The French Communist Party
and the fascist riot of February 6, 1934

In the Factories, at the Building Sites, and at the Stations:
Demonstrate!


Written: by Marcel Cachin;
Source: L'Humanité, February 6, 1934;
Translated: for marxists.org by Mitchell Abidor.


  1. The immediate arrest of Chiappe; suppression of the prefecture of police, of the political police and the garde mobile.
  2. Dissolution of the fascist leagues
  3. Reimbursement to those on the dole of the swindled sums; support and expansion of the strikers’ struggles.
  4. Against the fascist press, distribution of “L'Humanité” and the revolutionary press.
  5. Proportional voting and the dissolution of the chamber
  6. Down with the Daladier-Frot-Patenotre government
  7. Long live the worker-peasant government!

Socialist and union workers: Unite en masse around these slogans. Solidify your united front of struggle with your Communist brothers.

Demonstrate!

The political crisis has become increasingly sharp, like the economic and financial crisis which it reflects. And now we have the French proletariat placed before serious internal events which the Communist Party has announced for some time.

We have always predicted that capitalism, having reached its decline, would not fall on its own sword like a ripened fruit. We have never ceased repeating that it would defend its privileges by every violent method, not retreating before fascism and terror. Consequently, we asked the proletarians to prepare for possibilities that are realities in many countries and which threaten ours.

While we spoke in this way the Socialist leaders treated the Communists with derision. Instead of preparing the workers for the great struggles that now lie before them they dragged them into alliances with the Radical and democratic parties. They affirmed capitalist solidarity and rejected the slogans that called for the organization of the difficult class battle. We have noted that under the influence of events the workers are rapidly being radicalized. The Socialist leaders declared the social revolution impossible and reserved an unheard of hatred for the men of the Soviet Union who, for their part, realized it on a sixth of the globe.

Their policy has now been judged by the facts. In Germany we have seen the results of reformism, of the abandonment of the class struggle, of the participation in power in a capitalist regime and confidence in bourgeois democracy. The Renaudels, the Blums, the Auriols, and the Paul Faures of Germany have handed over the proletariat to fascism.

In France we have seen the Socialist leaders share power with the Radicals for two years. Just yesterday they voted for the war and police budgets, they expressed confidence in the government “of the left.” They obstinately remained on the most dangerous of paths after a hypocritical agreement with the ministers. They openly assisted in the stifling of scandals.

Their attitude hasn’t changed. To be sure, in order not to cut themselves off from an angry working class they employ a pseudo-revolutionary phraseology.

They say: “We want power in order to realize the Socialist program!” Their program is that of the counter-revolutionaries and reformists like de Man, Auriol, Blum. And what is more, they assure the workers that that they can take power immediately and proceed to nationalization within the framework of the regime and while RESPECTING THE CONSTITUTION, without violence, through parliamentary measures.

And this at the moment when capitalism is mobilizing all its violent forces against the working class and prepares to take as its flag a police thug who has workers’ blood on his hands. What is more, concerning Chiappe, today at the head of the seditious, Blum declares that he never sought his dismissal, and seeks an alibi when he is attacked for this attitude.

For two years the leaders of the Socialist Party have served, held up, and supported against the working class the Radical governments that have largely served to fascisize capitalist France under the cover of a left policy. They continue by masking their policy with stage poses. But the reformist core of the Frossards, the Evrards, the Dormoys, the wait and see attitude of the Blums and Zyromskis fool no one.

The Socialist workers understand this ever more clearly. They are moving ever closer to their Communist brothers, and the imminent struggles will more strongly solidify their common efforts. On the revolutionary plane they will all come together, starting today, in order to oppose a proletarian united front to the fascist maneuvers that are aimed at all of them.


**WORK TO BE COMPLETED**
Below are some records. Copy every line in them that holds "demux".

+--

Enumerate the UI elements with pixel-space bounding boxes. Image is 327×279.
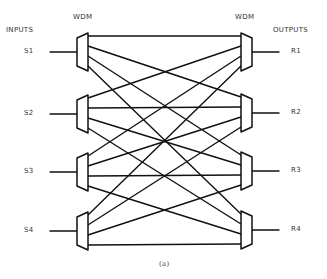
wdm-mux-icon-r3 xyxy=(241,152,252,190)
wdm-interconnect-diagram: INPUTS WDM WDM OUTPUTS S1 S2 S3 S4 R1 R2… xyxy=(0,0,327,279)
wdm-demux-icon-s3 xyxy=(77,153,88,191)
fiber-link-s4-r4 xyxy=(88,244,241,245)
fiber-link-s2-r2 xyxy=(88,107,241,108)
wdm-demux-icon-s1 xyxy=(77,33,88,71)
wdm-mux-icon-r2 xyxy=(241,94,252,132)
wdm-demux-icon-s2 xyxy=(77,95,88,133)
wdm-mux-icon-r1 xyxy=(241,33,252,71)
wdm-demux-icon-s4 xyxy=(77,212,88,250)
wdm-mux-icon-r4 xyxy=(241,211,252,249)
fiber-mesh-svg xyxy=(0,0,327,279)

+--

**WRITTEN SOLUTION**
wdm-demux-icon-s3 xyxy=(77,153,88,191)
wdm-demux-icon-s1 xyxy=(77,33,88,71)
wdm-demux-icon-s2 xyxy=(77,95,88,133)
wdm-demux-icon-s4 xyxy=(77,212,88,250)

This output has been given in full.